Biography

Dr. Donald Sull is a global expert on strategy execution. He is a Senior Lecturer at the MIT Sloan School of Management, where he teaches courses on Competitive Strategy and Strategy Execution and serves on the Master of Business Analytics Committee. He was formerly a Professor of Strategy and Entrepreneurship at Harvard and the London Business School, winning teaching awards at both universities.

The Economist named him “a rising star in a new generation of management gurus,” and identified his theory of active inertia as an idea that shaped business management over the past century. Fortune listed him among the ten new management gurus. Sull has published five books and over 100 case studies and articles, including ten best-selling Harvard Business Review articles. His latest book, Simple Rules: How to Thrive in a Complex World, was co-authored with Stanford Professor Kathleen Eisenhardt.

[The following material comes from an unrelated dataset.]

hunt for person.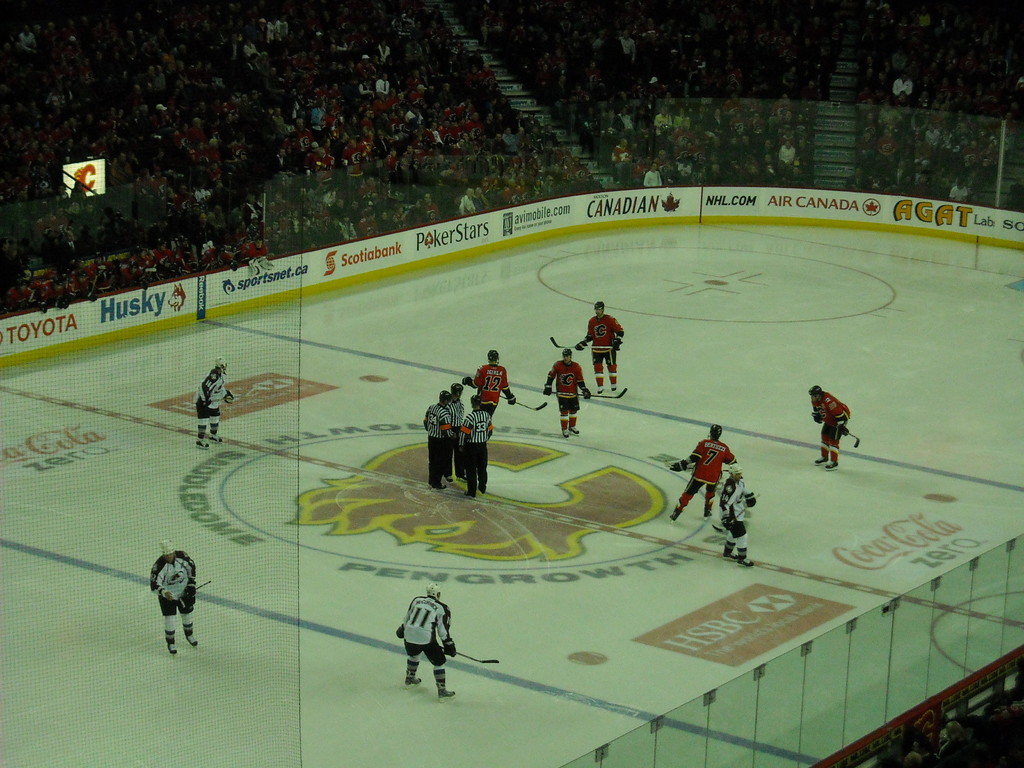
Hunted down at bbox(394, 584, 456, 700).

In partnership with the MIT Sloan Management Review, Sull and his co-authors are publishing a year-long series of evidence-based articles to help leaders execute strategy more effectively. The kick-off article-Turning Strategy into Results-describes the characteristics of an effective strategy for execution. Sull is the Founder and Managing Partner of Charles Thames, which harnesses cutting-edge analytics and evidence-based interventions to help organizations execute their strategy.

Sull is the Chairman of Film-Fish, which combines human curation with machine learning and NLP algorithms to provide over 1 million high quality recommendations for movies, TV shows, and documentaries. He is a strategic advisor to the Bill & Melinda Gates Foundation, BetterWorks, E.J. McKay, and Afterburner.

Prior to academia, Sull worked as a strategy consultant with McKinsey & Company, and a management-investor with the leveraged buyout firm Clayton, Dubilier & Rice. He earned his bachelors, masters, and doctorate at Harvard University.